Image credit: Design Council
Natsai Audrey Chieza:
Design as a Way of Life
Long before biodesign became a headline or market category, Natsai Audrey Chieza was asking quieter, more fundamental questions: where do materials come from? Who decides how they are made? And what kinds of futures do those decisions lock into place?
Trained in architecture and material futures at a moment when advances in biotechnology were beginning to reshape scientific research, the Founder and CEO of Faber Futures and Design for Planet Trailblazer, has always found herself drawn more to process than form. “Early research roles embedded within scientific laboratories and academic institutions introduced me to biology not as an abstract technology, but as a living system with direct implications for how we produce, inhabit and care for the world.”
“What continues to motivate me is the role design can play in shaping how emerging technologies are understood, adopted and governed.”
Working alongside microbiologists and engineers in the early years of her career, she began to see microbes not as resources to be extracted, but as collaborators capable of producing materials in fundamentally different ways. That insight became the foundation of her practice.
Trained in architecture and material futures, Chieza spent her early career years working alongside microbiologists and engineers.
Photo credit: Natsai Audrey Chieza
What distinguishes Chieza’s work is not novelty, but responsibility. “Biotechnology holds enormous potential, but only if it is embedded with care, context and imagination. My work is driven by translating complex biological processes into systems, products, and narratives that people can meaningfully engage with, building not just new materials, but the conditions for more resilient and equitable futures.”
At a time when the connections between biodesign, climate, land use and industry were still poorly understood, Chieza invested years in research, experimentation and public-facing work, often articulating why the work mattered before an ecosystem existed to support it.

In 2018, the Zimbabwe-born visionary founded Faber Futures to give that long view a home: a biodesign lab that fuses design thinking with living biological systems to generate scalable models for sustainable futures. Operating at the intersection of science, industry, policy and culture, the studio’s clients and commissioning bodies have included Ginkgo Bioworks, adidas, the Design Museum, MIT Media Lab and the World Economic Forum (WEF).
“Designers must understand systems, not just artefacts, and take responsibility for how ideas travel once they leave the studio.”
Faber Futures’ commitment to translating research into real-world impact is perhaps most clearly expressed through Normal Phenomena of Life (NPoL), the “first biodesign lifestyle brand.” Each NPOL Original, from the Exploring Jacket to the Gathering Lamp, “addresses a persistent gap in the field: how biodesign moves beyond prototypes and exhibitions into manufacturing, supply chains, and consumer relationships. In doing so, it offers a practical blueprint for embedding biotechnology into daily life with transparency and long-term intent.”

Chieza highlighted some of these projects during her keynote address at the World Design Congress 2025 in London (UK). For her, the Congress reinforced what she has seen repeatedly in her own work: “that lasting change depends less on isolated innovation and more on the institutions, collaborations, and decision-making structures that allow new practices to take root.”
“Design is increasingly being asked to operate at a systems level, yet it remains undervalued in the spaces where agendas are set and power is exercised.”
Looking ahead, this perspective continues to shape Chieza’s work. Asked to define 2026 in a single word, she chooses consolidation, a turning inward after years of building at the edges of emerging fields. “My focus is on building conditions rather than objects: frameworks that enable designers, scientists, institutions and communities to work together with responsibility and foresight.”
Meaningful change, after all, rarely ever comes from isolated brilliance.

Natsai Audrey Chieza is a visionary designer and thought leader at the forefront of biodesign. She is the founder and CEO of Faber Futures and co-founder of Normal Phenomena of Life (NPOL), a consumer brand demonstrating how biotechnology can produce sustainable, beautifully designed materials that support climate goals and resilient bioeconomy value chains. Chieza’s work is recognized globally for its innovation and impact: she received the 2024 London Design Innovation Medal, the 2019 INDEX Award, and was nominated for the Dezeen Awards Bentley Lighthouse Award. A sought-after speaker at SxSW, TED, and Design Indaba, she also serves on Fondation USM’s Future Lab advisory panel and the WEF Global Futures Council on Synthetic Biology, advocating for design-led approaches in policy, technology, and culture.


# ACTION ITEM
Copy out the entries that come next, exactly.

(INPUT FOR THIS TASK)

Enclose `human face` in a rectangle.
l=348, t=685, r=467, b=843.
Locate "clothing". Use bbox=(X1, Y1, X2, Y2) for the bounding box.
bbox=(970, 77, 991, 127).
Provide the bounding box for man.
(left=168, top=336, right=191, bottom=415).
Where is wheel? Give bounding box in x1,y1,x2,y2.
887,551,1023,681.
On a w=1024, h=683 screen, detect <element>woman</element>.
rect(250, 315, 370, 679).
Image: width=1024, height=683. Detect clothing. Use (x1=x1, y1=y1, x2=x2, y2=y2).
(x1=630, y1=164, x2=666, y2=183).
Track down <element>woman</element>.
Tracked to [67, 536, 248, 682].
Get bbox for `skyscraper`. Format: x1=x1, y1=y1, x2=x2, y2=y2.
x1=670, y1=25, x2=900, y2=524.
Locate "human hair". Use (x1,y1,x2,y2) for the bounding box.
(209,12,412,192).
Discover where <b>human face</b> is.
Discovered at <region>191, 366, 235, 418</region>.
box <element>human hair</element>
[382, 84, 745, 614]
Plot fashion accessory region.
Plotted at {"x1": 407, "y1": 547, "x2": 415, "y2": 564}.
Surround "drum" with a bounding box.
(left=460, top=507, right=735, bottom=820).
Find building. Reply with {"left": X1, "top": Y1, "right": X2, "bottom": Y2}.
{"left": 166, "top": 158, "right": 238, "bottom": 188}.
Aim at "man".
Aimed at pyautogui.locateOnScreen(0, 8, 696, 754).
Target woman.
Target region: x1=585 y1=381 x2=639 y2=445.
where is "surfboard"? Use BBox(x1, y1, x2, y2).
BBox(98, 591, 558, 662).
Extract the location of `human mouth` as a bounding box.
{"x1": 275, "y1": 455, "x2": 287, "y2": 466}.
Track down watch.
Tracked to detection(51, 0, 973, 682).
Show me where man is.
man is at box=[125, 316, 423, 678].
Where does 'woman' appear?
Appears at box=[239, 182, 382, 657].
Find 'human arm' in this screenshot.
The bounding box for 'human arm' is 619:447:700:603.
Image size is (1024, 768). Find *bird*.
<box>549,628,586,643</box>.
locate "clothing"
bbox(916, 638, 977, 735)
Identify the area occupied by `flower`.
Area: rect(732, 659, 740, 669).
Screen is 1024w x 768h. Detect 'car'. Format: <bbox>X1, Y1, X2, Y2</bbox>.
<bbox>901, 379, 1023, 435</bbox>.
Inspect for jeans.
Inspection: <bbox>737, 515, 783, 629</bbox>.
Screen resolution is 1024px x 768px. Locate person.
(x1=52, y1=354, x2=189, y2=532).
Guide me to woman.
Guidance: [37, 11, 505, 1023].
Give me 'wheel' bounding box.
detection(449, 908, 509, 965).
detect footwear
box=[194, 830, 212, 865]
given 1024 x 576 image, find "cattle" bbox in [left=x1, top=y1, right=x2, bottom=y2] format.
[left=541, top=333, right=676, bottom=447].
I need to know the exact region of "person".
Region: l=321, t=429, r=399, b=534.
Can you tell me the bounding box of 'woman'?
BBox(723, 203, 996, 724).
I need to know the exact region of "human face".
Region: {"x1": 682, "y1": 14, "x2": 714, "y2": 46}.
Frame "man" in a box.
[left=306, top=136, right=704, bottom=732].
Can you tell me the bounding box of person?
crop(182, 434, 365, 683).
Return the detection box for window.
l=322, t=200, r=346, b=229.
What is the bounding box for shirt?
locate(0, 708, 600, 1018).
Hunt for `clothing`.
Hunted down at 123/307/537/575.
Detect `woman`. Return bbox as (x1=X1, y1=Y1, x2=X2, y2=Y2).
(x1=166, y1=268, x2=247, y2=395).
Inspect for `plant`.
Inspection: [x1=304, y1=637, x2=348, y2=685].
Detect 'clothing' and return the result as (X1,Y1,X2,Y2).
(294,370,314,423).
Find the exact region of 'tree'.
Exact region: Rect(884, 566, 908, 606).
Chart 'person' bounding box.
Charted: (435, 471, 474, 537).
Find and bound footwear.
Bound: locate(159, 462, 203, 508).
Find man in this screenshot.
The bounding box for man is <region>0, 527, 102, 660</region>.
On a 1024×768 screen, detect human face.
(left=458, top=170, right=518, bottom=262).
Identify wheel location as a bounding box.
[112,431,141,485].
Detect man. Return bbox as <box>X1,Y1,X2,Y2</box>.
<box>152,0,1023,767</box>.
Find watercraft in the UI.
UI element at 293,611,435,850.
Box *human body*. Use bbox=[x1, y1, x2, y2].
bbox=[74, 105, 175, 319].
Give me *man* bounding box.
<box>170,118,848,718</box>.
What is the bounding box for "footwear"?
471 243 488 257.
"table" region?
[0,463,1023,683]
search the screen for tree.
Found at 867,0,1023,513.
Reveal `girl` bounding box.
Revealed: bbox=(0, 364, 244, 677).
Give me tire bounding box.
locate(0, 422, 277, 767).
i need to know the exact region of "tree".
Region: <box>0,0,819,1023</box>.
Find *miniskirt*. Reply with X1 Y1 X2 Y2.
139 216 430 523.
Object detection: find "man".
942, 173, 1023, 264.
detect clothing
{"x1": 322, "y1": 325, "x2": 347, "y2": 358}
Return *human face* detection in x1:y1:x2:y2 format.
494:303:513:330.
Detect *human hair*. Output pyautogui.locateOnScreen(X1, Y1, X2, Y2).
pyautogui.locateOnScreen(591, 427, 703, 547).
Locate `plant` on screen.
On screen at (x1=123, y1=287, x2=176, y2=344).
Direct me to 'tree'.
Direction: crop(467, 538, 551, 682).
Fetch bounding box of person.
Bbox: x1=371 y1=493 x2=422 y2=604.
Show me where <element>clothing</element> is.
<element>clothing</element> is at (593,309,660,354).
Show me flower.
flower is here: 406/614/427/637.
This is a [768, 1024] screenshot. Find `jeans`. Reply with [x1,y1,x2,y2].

(End INPUT FOR THIS TASK)

# ANSWER TO THIS EXERCISE
Enclose `human face` in a rectangle.
l=348, t=685, r=467, b=843.
Locate "clothing". Use bbox=(X1, Y1, X2, Y2) for the bounding box.
bbox=(970, 77, 991, 127).
Provide the bounding box for man.
(left=168, top=336, right=191, bottom=415).
Where is wheel? Give bounding box in x1,y1,x2,y2.
887,551,1023,681.
On a w=1024, h=683 screen, detect <element>woman</element>.
rect(250, 315, 370, 679).
Image: width=1024, height=683. Detect clothing. Use (x1=x1, y1=y1, x2=x2, y2=y2).
(x1=630, y1=164, x2=666, y2=183).
Track down <element>woman</element>.
Tracked to [67, 536, 248, 682].
Get bbox for `skyscraper`. Format: x1=x1, y1=y1, x2=x2, y2=y2.
x1=670, y1=25, x2=900, y2=524.
Locate "human hair". Use (x1,y1,x2,y2) for the bounding box.
(209,12,412,192).
Discover where <b>human face</b> is.
Discovered at <region>191, 366, 235, 418</region>.
box <element>human hair</element>
[382, 84, 745, 614]
Plot fashion accessory region.
Plotted at {"x1": 407, "y1": 547, "x2": 415, "y2": 564}.
Surround "drum" with a bounding box.
(left=460, top=507, right=735, bottom=820).
Find building. Reply with {"left": X1, "top": Y1, "right": X2, "bottom": Y2}.
{"left": 166, "top": 158, "right": 238, "bottom": 188}.
Aim at "man".
Aimed at pyautogui.locateOnScreen(0, 8, 696, 754).
Target woman.
Target region: x1=585 y1=381 x2=639 y2=445.
where is "surfboard"? Use BBox(x1, y1, x2, y2).
BBox(98, 591, 558, 662).
Extract the location of `human mouth` as a bounding box.
{"x1": 275, "y1": 455, "x2": 287, "y2": 466}.
Track down watch.
Tracked to detection(51, 0, 973, 682).
Show me where man is.
man is at box=[125, 316, 423, 678].
Where does 'woman' appear?
Appears at box=[239, 182, 382, 657].
Find 'human arm' in this screenshot.
The bounding box for 'human arm' is 619:447:700:603.
Image size is (1024, 768). Find *bird*.
<box>549,628,586,643</box>.
locate "clothing"
bbox(916, 638, 977, 735)
Identify the area occupied by `flower`.
Area: rect(732, 659, 740, 669).
Screen is 1024w x 768h. Detect 'car'. Format: <bbox>X1, Y1, X2, Y2</bbox>.
<bbox>901, 379, 1023, 435</bbox>.
Inspect for jeans.
Inspection: <bbox>737, 515, 783, 629</bbox>.
Screen resolution is 1024px x 768px. Locate person.
(x1=52, y1=354, x2=189, y2=532).
Guide me to woman.
Guidance: [37, 11, 505, 1023].
Give me 'wheel' bounding box.
detection(449, 908, 509, 965).
detect footwear
box=[194, 830, 212, 865]
given 1024 x 576 image, find "cattle" bbox in [left=x1, top=y1, right=x2, bottom=y2] format.
[left=541, top=333, right=676, bottom=447].
I need to know the exact region of "person".
Region: l=321, t=429, r=399, b=534.
Can you tell me the bounding box of 'woman'?
BBox(723, 203, 996, 724).
I need to know the exact region of "human face".
Region: {"x1": 682, "y1": 14, "x2": 714, "y2": 46}.
Frame "man" in a box.
[left=306, top=136, right=704, bottom=732].
Can you tell me the bounding box of person?
crop(182, 434, 365, 683).
Return the detection box for window.
l=322, t=200, r=346, b=229.
What is the bounding box for shirt?
locate(0, 708, 600, 1018).
Hunt for `clothing`.
Hunted down at 123/307/537/575.
Detect `woman`. Return bbox as (x1=X1, y1=Y1, x2=X2, y2=Y2).
(x1=166, y1=268, x2=247, y2=395).
Inspect for `plant`.
Inspection: [x1=304, y1=637, x2=348, y2=685].
Detect 'clothing' and return the result as (X1,Y1,X2,Y2).
(294,370,314,423).
Find the exact region of 'tree'.
Exact region: Rect(884, 566, 908, 606).
Chart 'person' bounding box.
Charted: (435, 471, 474, 537).
Find and bound footwear.
Bound: locate(159, 462, 203, 508).
Find man in this screenshot.
The bounding box for man is <region>0, 527, 102, 660</region>.
On a 1024×768 screen, detect human face.
(left=458, top=170, right=518, bottom=262).
Identify wheel location as a bounding box.
[112,431,141,485].
Detect man. Return bbox as <box>X1,Y1,X2,Y2</box>.
<box>152,0,1023,767</box>.
Find watercraft in the UI.
UI element at 293,611,435,850.
Box *human body*. Use bbox=[x1, y1, x2, y2].
bbox=[74, 105, 175, 319].
Give me *man* bounding box.
<box>170,118,848,718</box>.
What is the bounding box for "footwear"?
471 243 488 257.
"table" region?
[0,463,1023,683]
search the screen for tree.
Found at 867,0,1023,513.
Reveal `girl` bounding box.
Revealed: bbox=(0, 364, 244, 677).
Give me tire bounding box.
locate(0, 422, 277, 767).
i need to know the exact region of "tree".
Region: <box>0,0,819,1023</box>.
Find *miniskirt*. Reply with X1 Y1 X2 Y2.
139 216 430 523.
Object detection: find "man".
942, 173, 1023, 264.
detect clothing
{"x1": 322, "y1": 325, "x2": 347, "y2": 358}
Return *human face* detection in x1:y1:x2:y2 format.
494:303:513:330.
Detect *human hair*. Output pyautogui.locateOnScreen(X1, Y1, X2, Y2).
pyautogui.locateOnScreen(591, 427, 703, 547).
Locate `plant` on screen.
On screen at (x1=123, y1=287, x2=176, y2=344).
Direct me to 'tree'.
Direction: crop(467, 538, 551, 682).
Fetch bounding box of person.
Bbox: x1=371 y1=493 x2=422 y2=604.
Show me where <element>clothing</element> is.
<element>clothing</element> is at (593,309,660,354).
Show me flower.
flower is here: 406/614/427/637.
This is a [768, 1024] screenshot. Find `jeans`. Reply with [x1,y1,x2,y2].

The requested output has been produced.